When incumbents engage in undemocratic practices, winners and losers interpret these actions asymmetrically. Motivated reasoning and partisan cue-taking lead losers to recognize democratic decline and reduce their satisfaction, while winners rationalize or overlook these developments. As a result, the winner–loser gap widens and becomes increasingly driven by excessive satisfaction among winners. This dynamic weakens vertical accountability, allowing incumbents to avoid punishment and facilitating further democratic erosion.
While theoretically straightforward, empirically examining these dynamics poses a significant methodological challenge. Demonstrating that the winner–loser gap widens under democratic backsliding is insufficient to establish whether this change reflects exaggerated dissatisfaction among losers, overly optimistic winners, or a combination of both. To address this problem, the paper introduces a novel methodological approach that benchmarks citizens’ satisfaction with democracy against expert-coded measures of democratic performance. This is achieved through a residual analysis in which democratic performance predicts satisfaction with democracy, and deviations from these predictions indicate distorted evaluations. By systematically comparing residuals among winners and losers, the analysis identifies which group’s attitudes move further away from what would be expected given actual democratic conditions.
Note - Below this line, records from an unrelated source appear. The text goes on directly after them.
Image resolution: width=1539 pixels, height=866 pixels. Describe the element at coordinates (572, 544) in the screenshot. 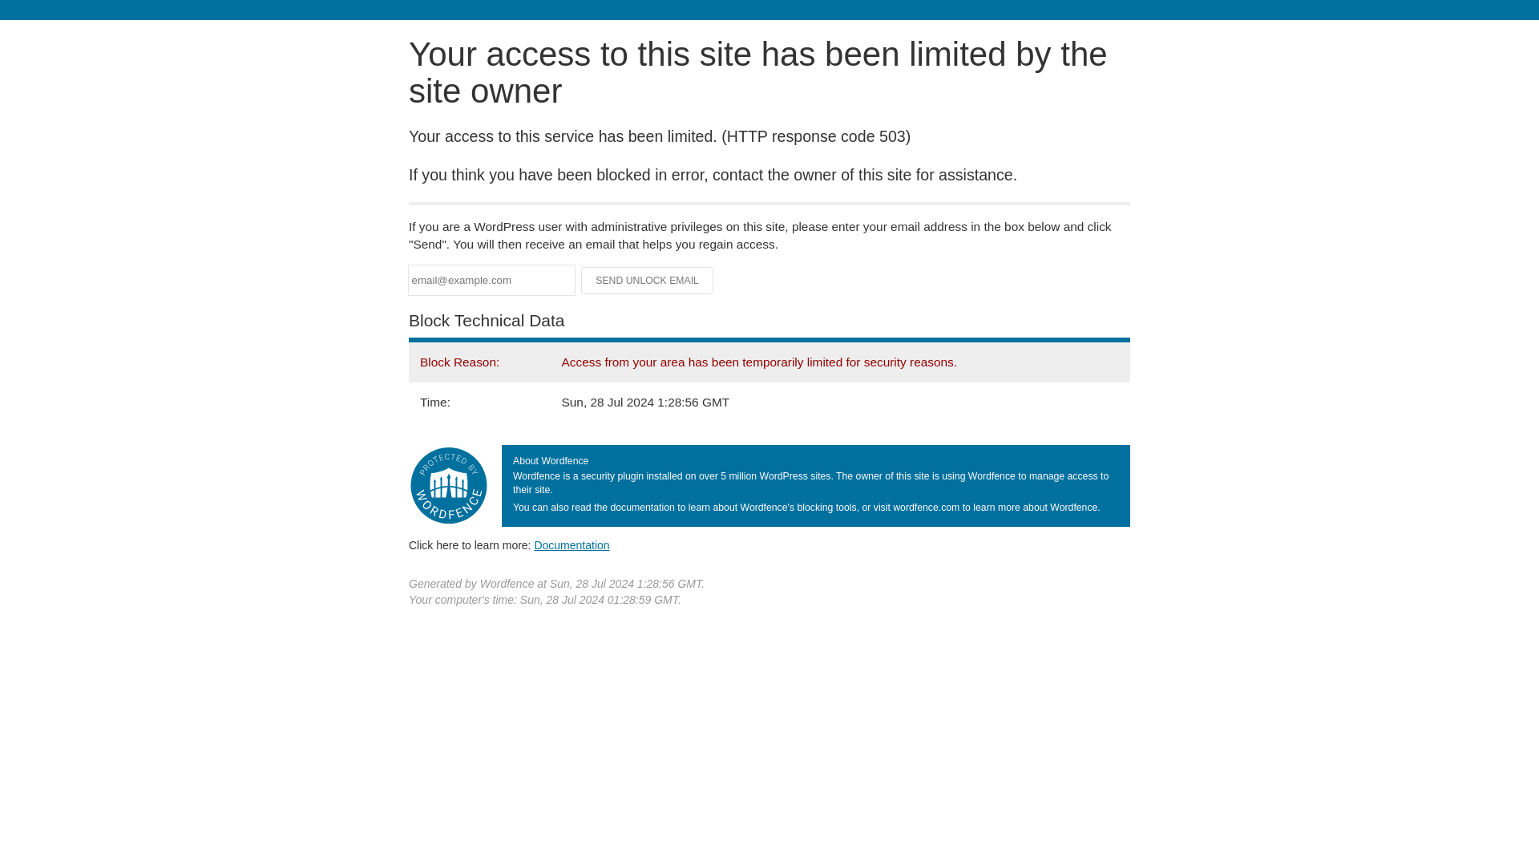

I see `Documentation` at that location.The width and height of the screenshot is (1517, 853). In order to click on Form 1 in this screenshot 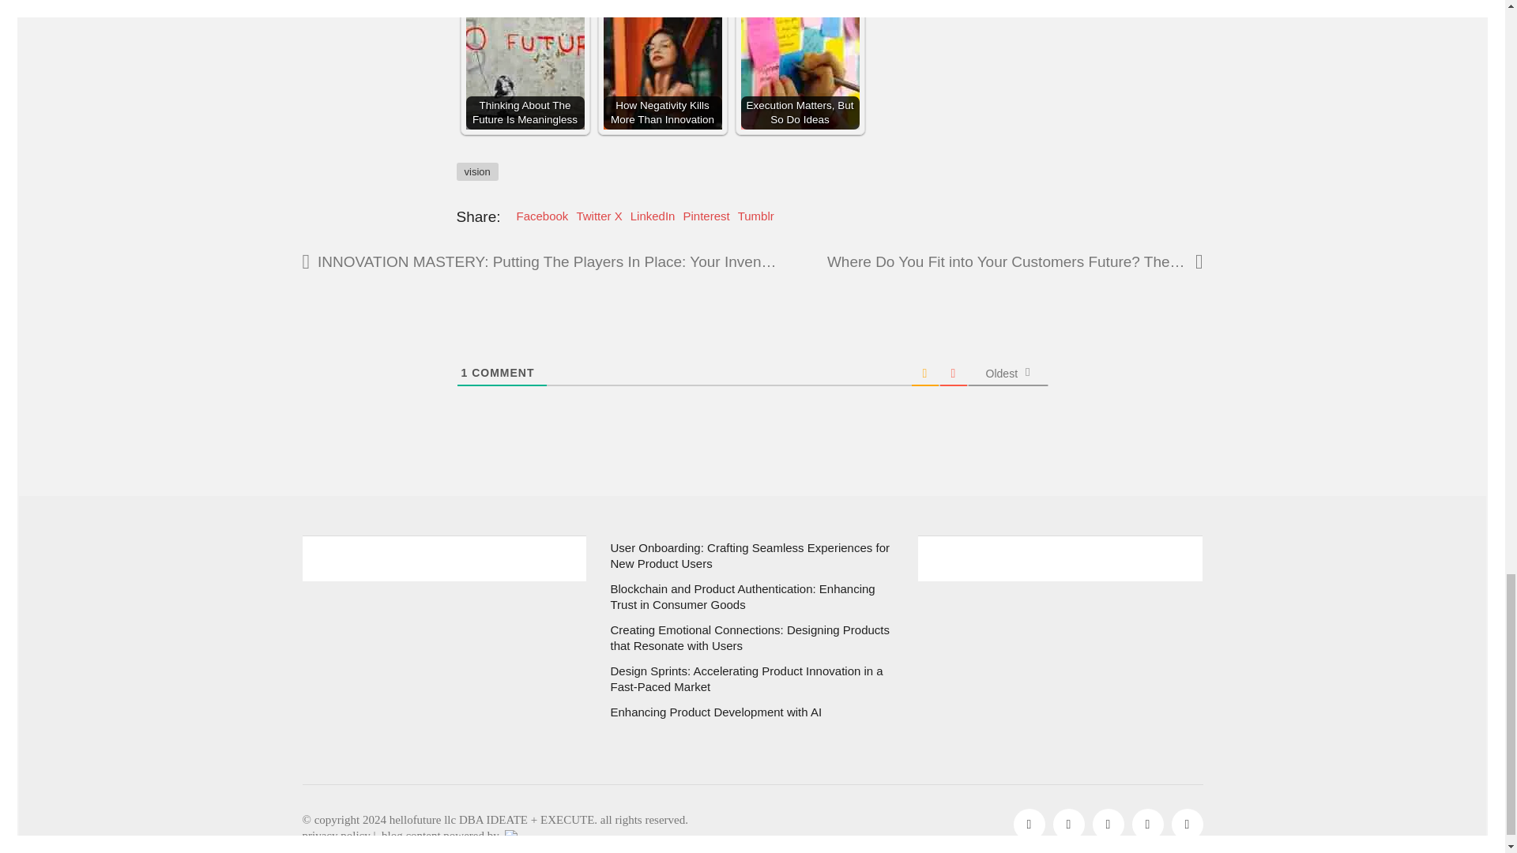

The study applies this approach using ten rounds of the European Social Survey across 33 European countries, merged with expert-coded democracy indicators from the Varieties of Democracy project and party-in-government information from V-Party. As a robustness check, the main findings are replicated using panel data from the Polish Citizen Panel. The results show that during periods of democratic backsliding, electoral losers adjust their satisfaction with democracy in line with declining democratic performance. Electoral winners, by contrast, not only fail to recognize democratic erosion but tend to become more satisfied with democracy than before. Consequently, the winner–loser gap widens and increasingly reflects excessive optimism among winners rather than dissatisfaction among losers, enabling incumbents to evade accountability when it matters most.